The funny, demanding, and easily frustrated Pigeon returns September 6 in The Pigeon Will Ride the Roller Coaster (Union Square Kids) by Mo Willems, a three-time Caldecott Honor recipient and winner of six Emmy Awards for his early work on Sesame Street. It’s the eighth title in the hugely popular Pigeon picture book series, which has sold millions of copies in North America and has been adapted for theater productions, museum exhibits, and TV specials. The Pigeon Will Ride the Roller Coaster marks the first of five book projects Willems is creating under the umbrella of a new publishing house, working with his longtime editor, Tracey Keevan, now editorial director at Union Square Kids.
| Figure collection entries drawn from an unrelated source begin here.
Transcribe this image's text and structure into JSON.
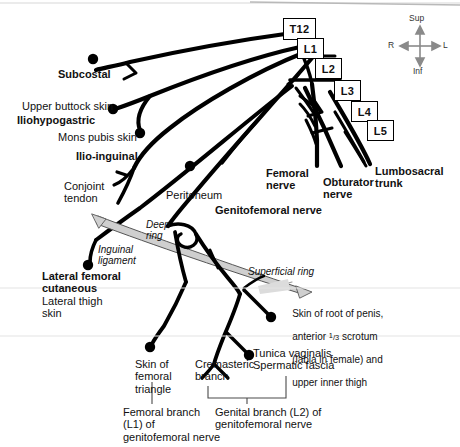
{
  "figure": {
    "ink_color": "#000000",
    "ligament_fill": "#c9c9c9",
    "compass_color": "#8a8a8a"
  },
  "vertebral_levels": [
    {
      "id": "t12",
      "label": "T12"
    },
    {
      "id": "l1",
      "label": "L1"
    },
    {
      "id": "l2",
      "label": "L2"
    },
    {
      "id": "l3",
      "label": "L3"
    },
    {
      "id": "l4",
      "label": "L4"
    },
    {
      "id": "l5",
      "label": "L5"
    }
  ],
  "compass": {
    "superior": "Sup",
    "inferior": "Inf",
    "right": "R",
    "left": "L"
  },
  "nerve_labels": {
    "subcostal": "Subcostal",
    "iliohypogastric": "Iliohypogastric",
    "ilioinguinal": "Ilio-inguinal",
    "genitofemoral": "Genitofemoral nerve",
    "femoral": "Femoral\nnerve",
    "obturator": "Obturator\nnerve",
    "lumbosacral": "Lumbosacral\ntrunk",
    "lateral_femoral_cutaneous": "Lateral femoral\ncutaneous"
  },
  "territory_labels": {
    "upper_buttock_skin": "Upper buttock skin",
    "mons_pubis_skin": "Mons pubis skin",
    "conjoint_tendon": "Conjoint\ntendon",
    "peritoneum": "Peritoneum",
    "lateral_thigh_skin": "Lateral thigh\nskin",
    "skin_femoral_triangle": "Skin of\nfemoral\ntriangle",
    "cremasteric_branch": "Cremasteric\nbranch",
    "tunica_vaginalis": "Tunica vaginalis\nSpermatic fascia"
  },
  "skin_root_penis": {
    "line1": "Skin of root of penis,",
    "line2_pre": "anterior ",
    "line2_frac_num": "1",
    "line2_frac_den": "3",
    "line2_post": " scrotum",
    "line3": "(labia in female) and",
    "line4": "upper inner thigh"
  },
  "anatomy_italic": {
    "inguinal_ligament": "Inguinal\nligament",
    "deep_ring": "Deep\nring",
    "superficial_ring": "Superficial ring"
  },
  "branch_captions": {
    "femoral_branch": "Femoral branch\n(L1) of\ngenitofemoral nerve",
    "genital_branch": "Genital branch (L2) of\ngenitofemoral nerve"
  }
}
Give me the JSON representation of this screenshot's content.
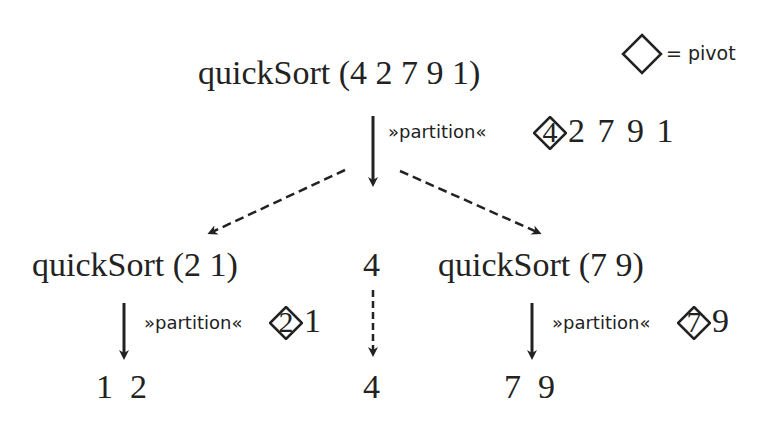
{
  "legend": {
    "symbol": "diamond",
    "text": "= pivot"
  },
  "root": {
    "call": "quickSort (4 2 7 9 1)",
    "operation": "»partition«",
    "pivot": "4",
    "rest": "2 7 9 1"
  },
  "left": {
    "call": "quickSort (2 1)",
    "operation": "»partition«",
    "pivot": "2",
    "rest": "1",
    "result": "1  2"
  },
  "middle": {
    "value": "4",
    "result": "4"
  },
  "right": {
    "call": "quickSort (7 9)",
    "operation": "»partition«",
    "pivot": "7",
    "rest": "9",
    "result": "7  9"
  },
  "colors": {
    "ink": "#222222",
    "background": "#ffffff"
  }
}
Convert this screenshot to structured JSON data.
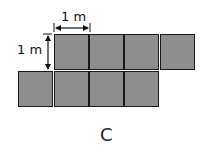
{
  "figure": {
    "caption": "C",
    "horizontal_label": "1 m",
    "vertical_label": "1 m",
    "square_color": "#8e8e8e",
    "top_row_squares": 4,
    "bottom_row_squares": 4
  }
}
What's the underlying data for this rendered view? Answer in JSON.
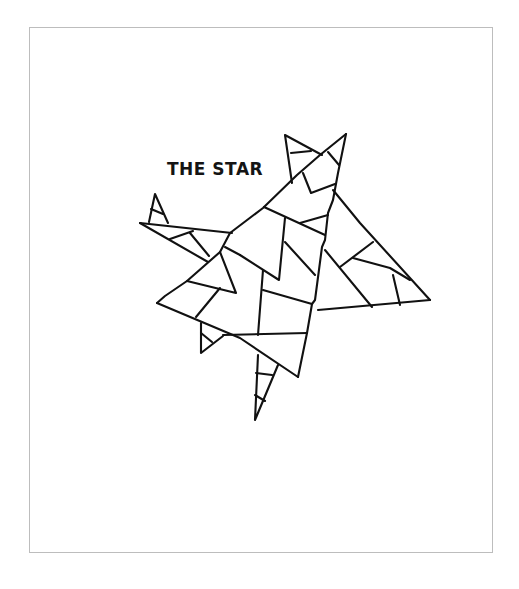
{
  "page": {
    "title": "THE STAR",
    "illustration": {
      "subject": "star made of overlapping triangles",
      "icon": "star-drawing",
      "line_color": "#111111",
      "frame_color": "#bdbdbd",
      "background_color": "#ffffff"
    }
  }
}
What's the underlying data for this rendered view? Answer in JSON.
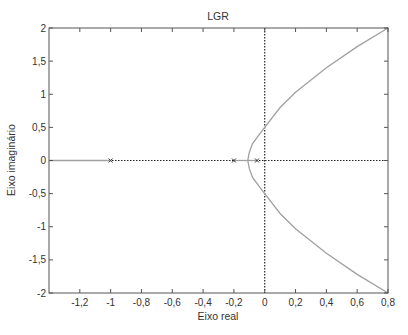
{
  "chart_data": {
    "type": "line",
    "title": "LGR",
    "xlabel": "Eixo real",
    "ylabel": "Eixo imaginário",
    "xlim": [
      -1.4,
      0.8
    ],
    "ylim": [
      -2,
      2
    ],
    "xticks": [
      -1.2,
      -1,
      -0.8,
      -0.6,
      -0.4,
      -0.2,
      0,
      0.2,
      0.4,
      0.6,
      0.8
    ],
    "xtick_labels": [
      "-1,2",
      "-1",
      "-0,8",
      "-0,6",
      "-0,4",
      "-0,2",
      "0",
      "0,2",
      "0,4",
      "0,6",
      "0,8"
    ],
    "yticks": [
      -2,
      -1.5,
      -1,
      -0.5,
      0,
      0.5,
      1,
      1.5,
      2
    ],
    "ytick_labels": [
      "-2",
      "-1,5",
      "-1",
      "-0,5",
      "0",
      "0,5",
      "1",
      "1,5",
      "2"
    ],
    "grid": false,
    "poles": [
      {
        "re": -1,
        "im": 0
      },
      {
        "re": -0.2,
        "im": 0
      },
      {
        "re": -0.05,
        "im": 0
      }
    ],
    "series": [
      {
        "name": "real-axis-branch-left",
        "points": [
          [
            -1.4,
            0
          ],
          [
            -1,
            0
          ]
        ]
      },
      {
        "name": "real-axis-branch-mid",
        "points": [
          [
            -0.2,
            0
          ],
          [
            -0.05,
            0
          ]
        ]
      },
      {
        "name": "upper-branch",
        "points": [
          [
            -0.11,
            0
          ],
          [
            -0.1,
            0.12
          ],
          [
            -0.08,
            0.25
          ],
          [
            -0.04,
            0.38
          ],
          [
            0,
            0.5
          ],
          [
            0.1,
            0.8
          ],
          [
            0.2,
            1.03
          ],
          [
            0.4,
            1.4
          ],
          [
            0.6,
            1.72
          ],
          [
            0.8,
            2.0
          ]
        ]
      },
      {
        "name": "lower-branch",
        "points": [
          [
            -0.11,
            0
          ],
          [
            -0.1,
            -0.12
          ],
          [
            -0.08,
            -0.25
          ],
          [
            -0.04,
            -0.38
          ],
          [
            0,
            -0.5
          ],
          [
            0.1,
            -0.8
          ],
          [
            0.2,
            -1.03
          ],
          [
            0.4,
            -1.4
          ],
          [
            0.6,
            -1.72
          ],
          [
            0.8,
            -2.0
          ]
        ]
      }
    ],
    "colors": {
      "locus": "#a0a0a0",
      "axes": "#222222",
      "frame": "#555555"
    }
  }
}
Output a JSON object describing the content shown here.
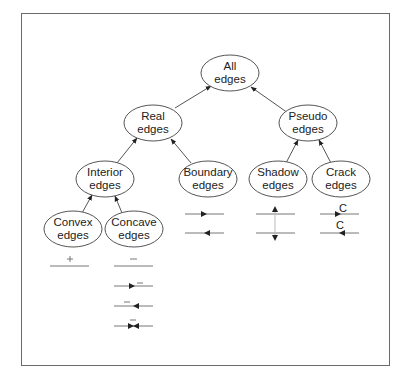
{
  "diagram": {
    "type": "edge-classification-tree",
    "nodes": [
      {
        "id": "all",
        "line1": "All",
        "line2": "edges"
      },
      {
        "id": "real",
        "line1": "Real",
        "line2": "edges"
      },
      {
        "id": "pseudo",
        "line1": "Pseudo",
        "line2": "edges"
      },
      {
        "id": "interior",
        "line1": "Interior",
        "line2": "edges"
      },
      {
        "id": "boundary",
        "line1": "Boundary",
        "line2": "edges"
      },
      {
        "id": "shadow",
        "line1": "Shadow",
        "line2": "edges"
      },
      {
        "id": "crack",
        "line1": "Crack",
        "line2": "edges"
      },
      {
        "id": "convex",
        "line1": "Convex",
        "line2": "edges"
      },
      {
        "id": "concave",
        "line1": "Concave",
        "line2": "edges"
      }
    ],
    "edges": [
      {
        "from": "real",
        "to": "all"
      },
      {
        "from": "pseudo",
        "to": "all"
      },
      {
        "from": "interior",
        "to": "real"
      },
      {
        "from": "boundary",
        "to": "real"
      },
      {
        "from": "shadow",
        "to": "pseudo"
      },
      {
        "from": "crack",
        "to": "pseudo"
      },
      {
        "from": "convex",
        "to": "interior"
      },
      {
        "from": "concave",
        "to": "interior"
      }
    ],
    "symbols": {
      "convex": [
        "+"
      ],
      "concave": [
        "−",
        "→ −",
        "− ←",
        "→← −"
      ],
      "boundary": [
        "→",
        "←"
      ],
      "shadow": [
        "↑",
        "↓"
      ],
      "crack": [
        "C →",
        "C ←"
      ]
    },
    "crack_label": "C",
    "convex_sign": "+",
    "concave_sign": "−"
  }
}
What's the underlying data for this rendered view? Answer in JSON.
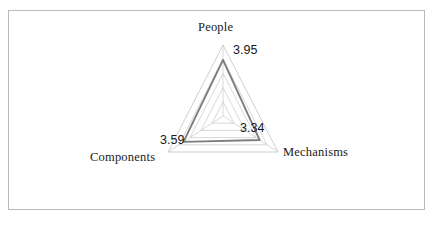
{
  "figure": {
    "background_color": "#ffffff",
    "border_color": "#b9b9b9"
  },
  "chart_data": {
    "type": "radar",
    "title": "",
    "subtitle": "",
    "xlabel": "",
    "ylabel": "",
    "categories": [
      "People",
      "Mechanisms",
      "Components"
    ],
    "values": [
      3.95,
      3.34,
      3.59
    ],
    "value_labels": [
      "3.95",
      "3.34",
      "3.59"
    ],
    "rlim": [
      0,
      5
    ],
    "grid_rings": 5,
    "grid": true,
    "legend": false,
    "legend_position": "none",
    "grid_color": "#c9c9c9",
    "series_color": "#7d7d7d",
    "series": [
      {
        "name": "",
        "values": [
          3.95,
          3.34,
          3.59
        ]
      }
    ]
  },
  "axis_labels": {
    "people": "People",
    "mechanisms": "Mechanisms",
    "components": "Components"
  },
  "data_labels": {
    "people": "3.95",
    "mechanisms": "3.34",
    "components": "3.59"
  }
}
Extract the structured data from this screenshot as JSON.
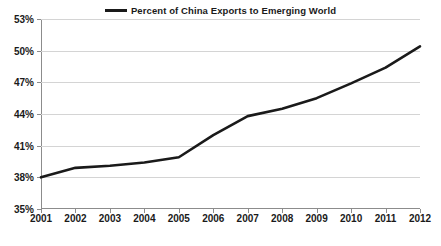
{
  "legend": {
    "position": "top-center",
    "entries": [
      {
        "label": "Percent of China Exports to Emerging World",
        "color": "#1a1a1a",
        "marker": "line-swatch"
      }
    ]
  },
  "colors": {
    "series": "#1a1a1a",
    "gridline": "#d4d4d4",
    "axis": "#8c8c8c",
    "text": "#1a1a1a",
    "background": "#ffffff"
  },
  "chart_data": {
    "type": "line",
    "title": "",
    "subtitle": "",
    "xlabel": "",
    "ylabel": "",
    "grid": true,
    "legend_position": "top-center",
    "x": [
      "2001",
      "2002",
      "2003",
      "2004",
      "2005",
      "2006",
      "2007",
      "2008",
      "2009",
      "2010",
      "2011",
      "2012"
    ],
    "categories": [
      "2001",
      "2002",
      "2003",
      "2004",
      "2005",
      "2006",
      "2007",
      "2008",
      "2009",
      "2010",
      "2011",
      "2012"
    ],
    "ylim": [
      35,
      53
    ],
    "ytick_values": [
      35,
      38,
      41,
      44,
      47,
      50,
      53
    ],
    "ytick_labels": [
      "35%",
      "38%",
      "41%",
      "44%",
      "47%",
      "50%",
      "53%"
    ],
    "xtick_labels": [
      "2001",
      "2002",
      "2003",
      "2004",
      "2005",
      "2006",
      "2007",
      "2008",
      "2009",
      "2010",
      "2011",
      "2012"
    ],
    "series": [
      {
        "name": "Percent of China Exports to Emerging World",
        "color": "#1a1a1a",
        "values": [
          38.0,
          38.9,
          39.1,
          39.4,
          39.9,
          42.0,
          43.8,
          44.5,
          45.5,
          46.9,
          48.4,
          50.4
        ]
      }
    ]
  },
  "source_note": ""
}
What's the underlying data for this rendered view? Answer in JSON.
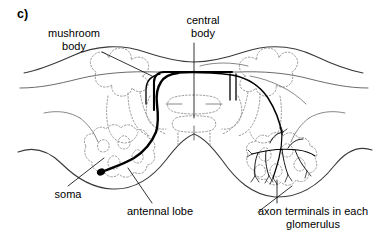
{
  "figure": {
    "panel_label": "c)",
    "caption_subject": "insect brain schematic",
    "background_color": "#ffffff",
    "line_color": "#000000",
    "dotted_outline_color": "#9a9a9a",
    "thin_line_color": "#555555"
  },
  "labels": [
    {
      "id": "mushroom-body",
      "text": "mushroom\nbody",
      "leader": "from text to left mushroom body outline"
    },
    {
      "id": "central-body",
      "text": "central\nbody",
      "leader": "vertical line down to central body"
    },
    {
      "id": "soma",
      "text": "soma",
      "leader": "diagonal line up-right to filled cell body"
    },
    {
      "id": "antennal-lobe",
      "text": "antennal lobe",
      "leader": "diagonal line up-left to left antennal lobe"
    },
    {
      "id": "axon-terminals",
      "text": "axon terminals in each\nglomerulus",
      "leader": "vertical line up to arborization in right antennal lobe"
    }
  ],
  "structures": {
    "mushroom_body_left": "scalloped dotted outline, upper left quadrant",
    "mushroom_body_right": "scalloped dotted outline, upper right quadrant",
    "central_body": "dotted midline structure between mushroom bodies",
    "antennal_lobe_left": "lumpy dotted outline, lower left",
    "antennal_lobe_right": "lumpy dotted outline, lower right",
    "neuron": "single projection neuron: soma in left antennal lobe, thick black axon running up and across midline to right side, branching into axon terminals in glomeruli of right antennal lobe"
  }
}
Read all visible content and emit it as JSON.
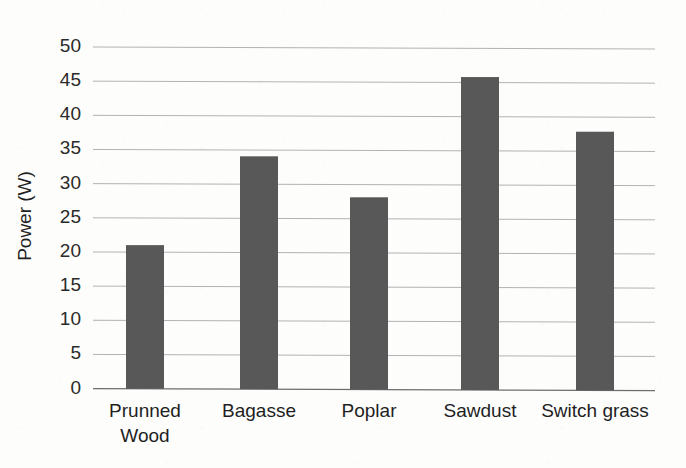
{
  "chart_data": {
    "type": "bar",
    "title": "",
    "xlabel": "",
    "ylabel": "Power (W)",
    "categories": [
      "Prunned Wood",
      "Bagasse",
      "Poplar",
      "Sawdust",
      "Switch grass"
    ],
    "category_lines": [
      [
        "Prunned",
        "Wood"
      ],
      [
        "Bagasse"
      ],
      [
        "Poplar"
      ],
      [
        "Sawdust"
      ],
      [
        "Switch grass"
      ]
    ],
    "values": [
      21,
      34,
      28,
      45.6,
      37.6
    ],
    "ylim": [
      0,
      50
    ],
    "ytick_step": 5,
    "yticks": [
      "50",
      "45",
      "40",
      "35",
      "30",
      "25",
      "20",
      "15",
      "10",
      "5",
      "0"
    ],
    "ytick_values": [
      50,
      45,
      40,
      35,
      30,
      25,
      20,
      15,
      10,
      5,
      0
    ],
    "grid": true,
    "legend": "none",
    "bar_color": "#585858",
    "gridline_color": "#9a9a9a",
    "background_color": "#fdfdfc",
    "text_color": "#1f1f1f"
  }
}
“Every Pigeon book is a reaction,” Willems says. “The Pigeon finds, wants, needs, gets, can’t, has to, and, this time, will do something. That involves planning, expectations, accepting, and readjusting.” Pigeon’s new outing, Willems suggests, reflects what many readers have been experiencing in recent times: “Have your last few years been a roller coaster?”
Willems has navigated the pandemic’s ups and downs through a spectrum of creative endeavors and helped readers and their families do the same. He recently completed a two-year run as the inaugural Kennedy Center Education Artist-in-Residence, where theater, classical music, jazz, dance, and comedy were all on his drafting table. The Kennedy Center hosted Willems’s Lunch Doodles series, which invited students at home to join Willems in his studio via video stream for art-making activities. Though his residency has ended, his work with the center continues.
“I have a few upcoming opera projects with composer Carlos Simon and soprano Renée Fleming—I am a so-so-prano by the way,” Willems says. “The National Symphony Orchestra just premiered two of my symphonic book projects, Because composed by Jessie Montgomery, and Goldilocks and the Three Dinosaurs composed by Ben Folds.”
On the streaming front, this summer brings the release of the CG-animated rock opera adaptation of Naked Mole Rat Gets Dressed, created with longtime collaborators Deborah Wicks La Puma and Tom Warburton, and in the fall, the Unlimited Squirrels! animated series debuts. Elsewhere, the author-illustrator-animator’s abstract artwork is being featured in a touring collaborative exhibition.
It’s a dizzying agenda, but Willems enjoys trying to fit everything in. “Playing in so many sandboxes is a busy, busy joy,” he says. “I try to guard my schedule to ensure there’s a healthy balance between creative work—the blank page—and reactive work—marking up and erasing bits of the no longer blank page with collaborators—while avoiding business meetings whenever possible.”
Mo Willems will be in conversation with Tracey Keevan, his longtime editor, on Thursday, May 26, noon–12:30 p.m. ET.